Resolving to pray about college essays

Senior year in high school is something that many students look forward to as a year to relax a little bit and get excited about going to college. Yet there is a hurdle left to jump over … college applications, especially the essays. 

Many students, including me, start off thinking these essays can’t be too much work. And just like many students, I realized I was incorrect. Having to write essays about the same topics over and over, often getting them edited and reedited by peers, teachers, and parents, and finally deciding to write a totally new essay started to feel really stressful for me. As this stress started to get the better of me, I turned to prayer in Christian Science. 

God, divine Mind, would lead me to the right ideas I needed.

I had taken on an assignment to read Science and Health with Key to the Scriptures by Mary Baker Eddy from cover to cover over the course of a year. I was behind on this assignment, but as I was reading one morning, a thought stuck with me, which was “Rise in the conscious strength of the spirit of Truth to overthrow the plea of mortal mind, alias matter, arrayed against the supremacy of Spirit” (pp. 390–391). 

I was able to work with this idea, to lift my thoughts above the temptation of stress and “overthrow” the worries of deadlines and whether or not my college essays were good enough. Knowing that I have God, and “the conscious strength of the spirit of Truth,” to help me, I could see that no matter what issues I encountered with my essays or how many times I had to fix something, God, divine Mind, would lead me to the right ideas I needed.

Another issue that came along with these essays had to do with the topics I was writing about. I decided that to appeal to colleges, I should write about how my past has given me strength and resolve. Some pretty difficult things happened in my past, including death in the family, and also my parents’ divorce. Writing about all of that was not only tough but also difficult to do while not sounding like someone asking for pity or remorse. I soon realized I needed to focus on how I grew spiritually throughout these experiences. 

One thing that helped me focus on this spiritual growth was going back and praying about these things. I prayed to know that no matter who or what gets separated from us materially, we are all still “tributary to God, Spirit, and to nothing else” (Science and Health, p. 481). Being able to think about these experiences from a spiritual perspective, instead of just looking at human events, made me feel better about both my writing and my past.

Student studying
KEN BAUGHMAN—STAFF

After writing these college essays for some time, I got tired of it and decided to take a break. That’s when I came across something else from Science and Health, from the chapter “Recapitulation”: “Material man is made up of involuntary and voluntary error, of a negative right and a positive wrong, the latter calling itself right. Man’s spiritual individuality is never wrong. It is the likeness of man’s Maker” (p. 491). 

This definitely helped me because I was able to realize that even if what seemed like “involuntary” bad things had happened to me in the past, they only made up the mortal, material story. Mortal story lines are not true about me or anyone and could never affect my true spiritual identity as God’s child, or my relationship to God. After reading and praying with that statement from Science and Health, I felt a lot better about talking about these different topics in my writing, and I stopped feeling like others would pity me for these events that did not make up my true spiritual identity.

Now I am able to write my college applications to the best of my ability without feeling upset or stressed out. Being able to write these applications without the negativity has made the whole experience of applying for college more enjoyable and has made me even more grateful for God’s guidance.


### Problem
Any picture in the records below stays out; return everything else exactly.
--- Dataset records Enclosed Below ---
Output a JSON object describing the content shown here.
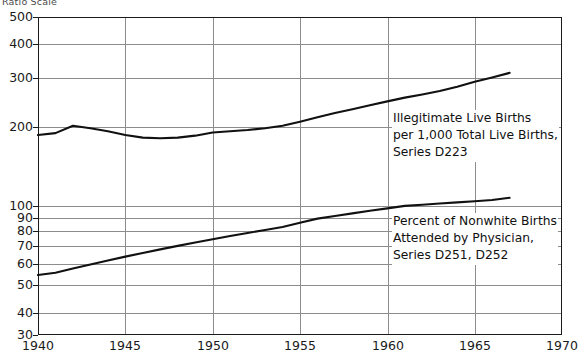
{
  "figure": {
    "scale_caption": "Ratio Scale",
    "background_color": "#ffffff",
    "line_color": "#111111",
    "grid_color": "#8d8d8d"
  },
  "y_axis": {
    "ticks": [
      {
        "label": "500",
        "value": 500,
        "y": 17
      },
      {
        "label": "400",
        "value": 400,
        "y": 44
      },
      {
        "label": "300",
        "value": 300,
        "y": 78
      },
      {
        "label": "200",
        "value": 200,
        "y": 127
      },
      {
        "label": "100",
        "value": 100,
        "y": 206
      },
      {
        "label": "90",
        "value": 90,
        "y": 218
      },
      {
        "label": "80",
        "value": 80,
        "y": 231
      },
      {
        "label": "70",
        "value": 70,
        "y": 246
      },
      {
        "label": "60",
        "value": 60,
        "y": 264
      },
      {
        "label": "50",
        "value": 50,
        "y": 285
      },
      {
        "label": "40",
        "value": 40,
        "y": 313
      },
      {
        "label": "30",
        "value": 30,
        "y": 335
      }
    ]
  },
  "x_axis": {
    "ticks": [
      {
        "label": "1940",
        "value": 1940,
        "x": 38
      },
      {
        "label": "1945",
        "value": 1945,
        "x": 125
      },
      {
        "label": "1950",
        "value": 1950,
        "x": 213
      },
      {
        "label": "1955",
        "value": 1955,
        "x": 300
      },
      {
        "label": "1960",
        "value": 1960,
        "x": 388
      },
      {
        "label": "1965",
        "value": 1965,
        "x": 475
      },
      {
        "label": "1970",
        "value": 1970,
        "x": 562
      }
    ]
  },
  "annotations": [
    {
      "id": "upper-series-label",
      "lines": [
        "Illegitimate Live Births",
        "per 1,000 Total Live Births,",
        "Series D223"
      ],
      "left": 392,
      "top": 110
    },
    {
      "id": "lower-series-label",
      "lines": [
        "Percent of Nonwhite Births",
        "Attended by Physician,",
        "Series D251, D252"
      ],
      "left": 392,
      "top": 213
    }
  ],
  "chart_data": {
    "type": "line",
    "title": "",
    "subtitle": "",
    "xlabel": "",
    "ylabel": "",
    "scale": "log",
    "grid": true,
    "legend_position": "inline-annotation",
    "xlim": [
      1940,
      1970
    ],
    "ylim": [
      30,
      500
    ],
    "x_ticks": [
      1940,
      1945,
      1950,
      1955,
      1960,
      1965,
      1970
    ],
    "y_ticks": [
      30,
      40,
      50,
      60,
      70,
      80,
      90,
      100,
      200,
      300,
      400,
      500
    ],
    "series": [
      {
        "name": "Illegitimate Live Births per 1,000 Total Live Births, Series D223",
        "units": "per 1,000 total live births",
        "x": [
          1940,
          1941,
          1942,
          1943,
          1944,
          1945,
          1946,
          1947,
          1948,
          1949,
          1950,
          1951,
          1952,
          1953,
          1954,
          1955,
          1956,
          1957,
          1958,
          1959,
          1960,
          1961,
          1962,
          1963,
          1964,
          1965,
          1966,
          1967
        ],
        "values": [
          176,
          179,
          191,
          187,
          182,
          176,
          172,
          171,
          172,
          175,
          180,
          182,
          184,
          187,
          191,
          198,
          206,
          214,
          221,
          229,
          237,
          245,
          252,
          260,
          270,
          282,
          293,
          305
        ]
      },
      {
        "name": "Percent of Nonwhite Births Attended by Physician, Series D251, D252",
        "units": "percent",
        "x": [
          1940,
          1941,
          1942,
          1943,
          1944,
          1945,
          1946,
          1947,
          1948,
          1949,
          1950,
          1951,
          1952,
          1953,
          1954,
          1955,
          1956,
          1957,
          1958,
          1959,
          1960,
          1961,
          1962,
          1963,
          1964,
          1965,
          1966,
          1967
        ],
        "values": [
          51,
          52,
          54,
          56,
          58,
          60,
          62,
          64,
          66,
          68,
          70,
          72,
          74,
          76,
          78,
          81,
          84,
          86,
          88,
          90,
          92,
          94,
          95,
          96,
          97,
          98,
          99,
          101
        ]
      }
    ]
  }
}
--- End of Enclosed Dataset records ---
### Solution to this task
Output a JSON object describing the content shown here.
{
  "figure": {
    "scale_caption": "Ratio Scale",
    "background_color": "#ffffff",
    "line_color": "#111111",
    "grid_color": "#8d8d8d"
  },
  "y_axis": {
    "ticks": [
      {
        "label": "500",
        "value": 500,
        "y": 17
      },
      {
        "label": "400",
        "value": 400,
        "y": 44
      },
      {
        "label": "300",
        "value": 300,
        "y": 78
      },
      {
        "label": "200",
        "value": 200,
        "y": 127
      },
      {
        "label": "100",
        "value": 100,
        "y": 206
      },
      {
        "label": "90",
        "value": 90,
        "y": 218
      },
      {
        "label": "80",
        "value": 80,
        "y": 231
      },
      {
        "label": "70",
        "value": 70,
        "y": 246
      },
      {
        "label": "60",
        "value": 60,
        "y": 264
      },
      {
        "label": "50",
        "value": 50,
        "y": 285
      },
      {
        "label": "40",
        "value": 40,
        "y": 313
      },
      {
        "label": "30",
        "value": 30,
        "y": 335
      }
    ]
  },
  "x_axis": {
    "ticks": [
      {
        "label": "1940",
        "value": 1940,
        "x": 38
      },
      {
        "label": "1945",
        "value": 1945,
        "x": 125
      },
      {
        "label": "1950",
        "value": 1950,
        "x": 213
      },
      {
        "label": "1955",
        "value": 1955,
        "x": 300
      },
      {
        "label": "1960",
        "value": 1960,
        "x": 388
      },
      {
        "label": "1965",
        "value": 1965,
        "x": 475
      },
      {
        "label": "1970",
        "value": 1970,
        "x": 562
      }
    ]
  },
  "annotations": [
    {
      "id": "upper-series-label",
      "lines": [
        "Illegitimate Live Births",
        "per 1,000 Total Live Births,",
        "Series D223"
      ],
      "left": 392,
      "top": 110
    },
    {
      "id": "lower-series-label",
      "lines": [
        "Percent of Nonwhite Births",
        "Attended by Physician,",
        "Series D251, D252"
      ],
      "left": 392,
      "top": 213
    }
  ],
  "chart_data": {
    "type": "line",
    "title": "",
    "subtitle": "",
    "xlabel": "",
    "ylabel": "",
    "scale": "log",
    "grid": true,
    "legend_position": "inline-annotation",
    "xlim": [
      1940,
      1970
    ],
    "ylim": [
      30,
      500
    ],
    "x_ticks": [
      1940,
      1945,
      1950,
      1955,
      1960,
      1965,
      1970
    ],
    "y_ticks": [
      30,
      40,
      50,
      60,
      70,
      80,
      90,
      100,
      200,
      300,
      400,
      500
    ],
    "series": [
      {
        "name": "Illegitimate Live Births per 1,000 Total Live Births, Series D223",
        "units": "per 1,000 total live births",
        "x": [
          1940,
          1941,
          1942,
          1943,
          1944,
          1945,
          1946,
          1947,
          1948,
          1949,
          1950,
          1951,
          1952,
          1953,
          1954,
          1955,
          1956,
          1957,
          1958,
          1959,
          1960,
          1961,
          1962,
          1963,
          1964,
          1965,
          1966,
          1967
        ],
        "values": [
          176,
          179,
          191,
          187,
          182,
          176,
          172,
          171,
          172,
          175,
          180,
          182,
          184,
          187,
          191,
          198,
          206,
          214,
          221,
          229,
          237,
          245,
          252,
          260,
          270,
          282,
          293,
          305
        ]
      },
      {
        "name": "Percent of Nonwhite Births Attended by Physician, Series D251, D252",
        "units": "percent",
        "x": [
          1940,
          1941,
          1942,
          1943,
          1944,
          1945,
          1946,
          1947,
          1948,
          1949,
          1950,
          1951,
          1952,
          1953,
          1954,
          1955,
          1956,
          1957,
          1958,
          1959,
          1960,
          1961,
          1962,
          1963,
          1964,
          1965,
          1966,
          1967
        ],
        "values": [
          51,
          52,
          54,
          56,
          58,
          60,
          62,
          64,
          66,
          68,
          70,
          72,
          74,
          76,
          78,
          81,
          84,
          86,
          88,
          90,
          92,
          94,
          95,
          96,
          97,
          98,
          99,
          101
        ]
      }
    ]
  }
}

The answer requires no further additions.